He thought of the parting he had just witnessed. What a fine pair they made. The lovely lady with the long chestnut hair and the youthful vice-admiral whose hair was as jet-black as the day Allday had joined his ship as a pressed hand.
From the opposite seat Bolitho saw Allday's head loll into a doze and felt the strength of the man, was grateful for his presence here.
Allday had thickened out and looked as if nothing could ever break him. The oak. He smiled to himself in spite of his sense of loss at leaving Belinda when she most needed him.
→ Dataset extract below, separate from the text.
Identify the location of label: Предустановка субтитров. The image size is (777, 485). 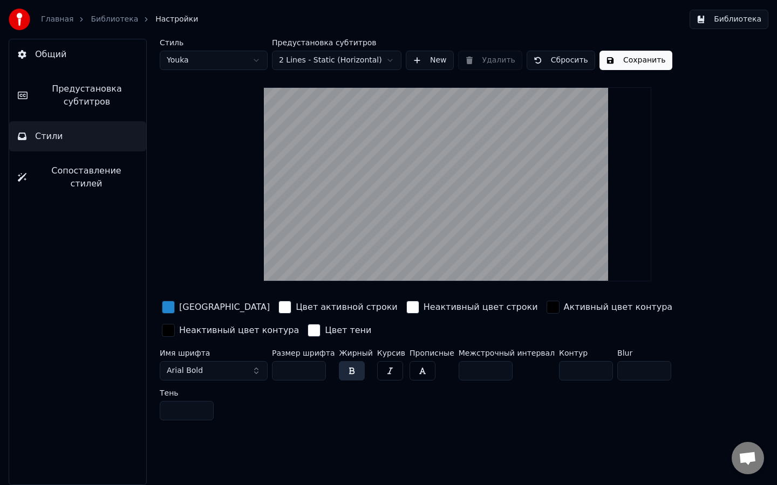
(337, 43).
He had known Allday like a raging lion on the reddened deck of one ship or another. And he had seen him in tears as he had carried Bolitho below when he had been badly wounded in battle. It was impossible to imagine any place without Allday.
Bolitho also thought about his new flagship for this special commission which would take him to America and the Caribbean.
There was comfort in knowing that her new captain was also a good friend. Valentine Keen, who had once been one of Bolitho's midshipmen, who had shared excitement and sorrow in very different circumstances. Achates' previous captain had died of a fever even as his ship had sailed home from Antigua to the yard where she had been built to undergo a much needed overhaul and refit.
It would be good to have Keen as his flag-captain, he thought. He watched Allday's head fall to his chest and remembered it had been he who had once saved Keen's life, had personally cut a jagged splinter from his groin because he had not trusted the ship's drunken surgeon.
Bolitho watched a group of farm workers by a field gate as they paused to drink rough cider from great earthenware jugs.
A few glanced at the carriage, one even raised his arm in salute. The word would soon be around Falmouth. A Bolitho was leaving again. Would he return?